The Ford rocked again, and I heard something crack on either our car or theirs, and suddenly our wheels broke with the road and we were spinning and sliding. Headlights seemed to flash from impossible angles, Bridgett swearing a blue streak, and I heard the engine scream in agony as she tried to treat the automatic transmission like it was a manual. We flipped around, facing the opposite direction, still moving, now in reverse, and the motor was shrieking like it was about to burst.
"Try to PIT me, motherfucker?" Bridgett said, and wrenched the wheel again, stomping pedals and yanking on the shifter. The Ford flipped around in a J-turn, once more heading the right direction, and then there was a gunshot, and just as suddenly, instead of being on the road we were off of it. The suspension bounced us like kernels in hot oil, and I realized we'd lost a tire to a blowout. The car slewed crazily in soft earth, and both pairs of headlights were still coming after us.
Whoever it was, they had demonstrated their sincerity, even if they lacked skill. The PIT-precision immobilization technique-as Bridgett had called it, was used mostly by law enforcement to immobilize a target vehicle during a pursuit. When executed properly, the fleeing car would be nudged just enough out of line to force a spin that would bring it to a halt. When executed improperly, any number of things could happen, normally beginning and ending with the word "crash."

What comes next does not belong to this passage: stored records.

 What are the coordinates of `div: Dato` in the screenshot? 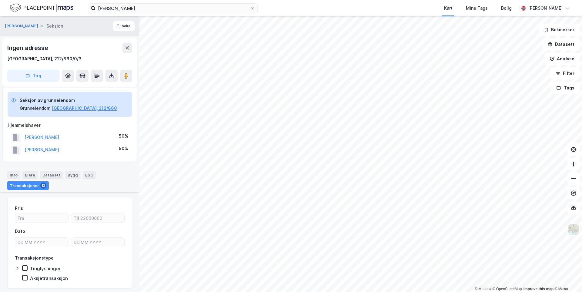 It's located at (20, 231).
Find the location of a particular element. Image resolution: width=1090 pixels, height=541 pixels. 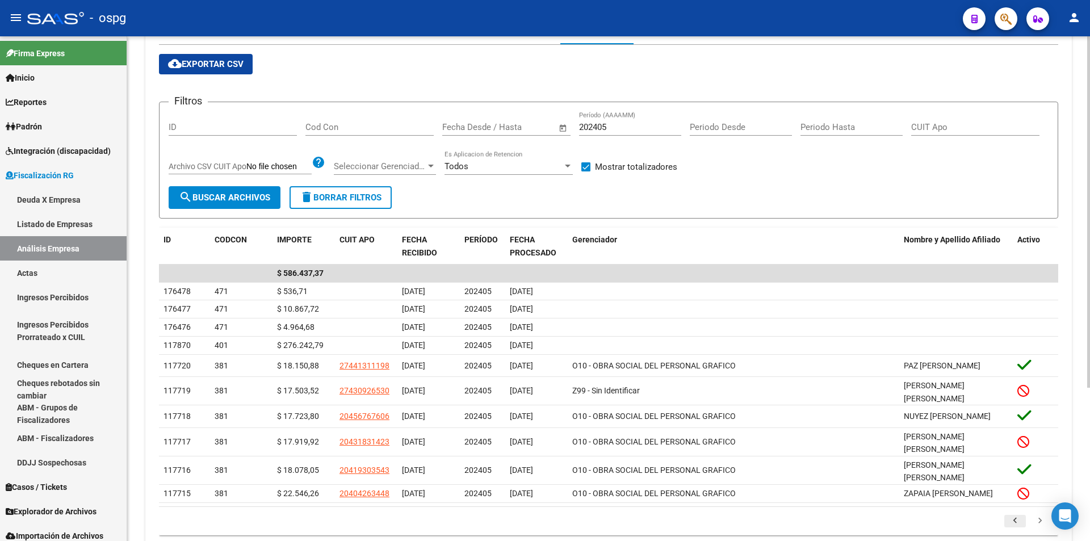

Which was exactly what happened to us next.
CHAPTER
Thirty-seven There was an air bag in my face when I came back, the dust from broken safety glass in my eyes and nose and mouth, and I didn't understand why. Then I did, and I started, felt pain in my right knee and lower back and head. The car was at an angle, its nose tilted down, and Bridgett groaned behind the wheel. I pushed at my door, got it open, but couldn't understand why I was having such trouble getting out. Then I remembered my seatbelt.
"Out," I said, and then, louder, "Out, get out!"
The soil beneath my shoes was soft and wet, and I went for the rear door, but Alena had already kicked it open. The back tires were in the air, the whole car canted like a javelin thrust into the earth, and as I pulled her free, the headlights found us again, both sets of them. I turned, keeping a hand on Alena, and with the light from the approaching cars could make out the field ahead and around us, sheep bleating and scattering in fear. The Ford had gone front-first into a creek, a four-foot drop, maybe ten feet across.
"Run," I told Alena, but I needn't have bothered; she'd read the terrain the same as I had, and was already moving.
I rushed around to the driver's door, met Bridgett as she toppled out of the car. Headlights made the blood on her face shine, where it was flowing from above her right eye and her nose. She was unsteady as I helped her to her feet, and she managed two steps, then went down to a knee. I pulled her up, got an arm beneath hers, and dragged her with me down into the water. It was cold and moving fast, and the first part, at least, seemed to revive her, so that by the time we'd crossed to pull ourselves up the opposite embankment, she was shrugging me off, saying she was fine.
I made it up before her, then turned back to see the two cars were still closing, but slowing. Bridgett pulled herself to her feet beside me, and together we ran after Alena, trying to make for the deeper darkness. Whoever was behind us, the creek would stop them as it had stopped us, force them to follow on foot.
We'd covered maybe twenty meters when they started shooting at us, two short bursts from automatic weapons. I didn't look back and I sure as hell didn't stop. Unless they were exceptionally talented marksmen, there was no way they were going to hit us at this range, certainly not with submachine guns, and if they were using assault rifles, we'd have been shot dead already.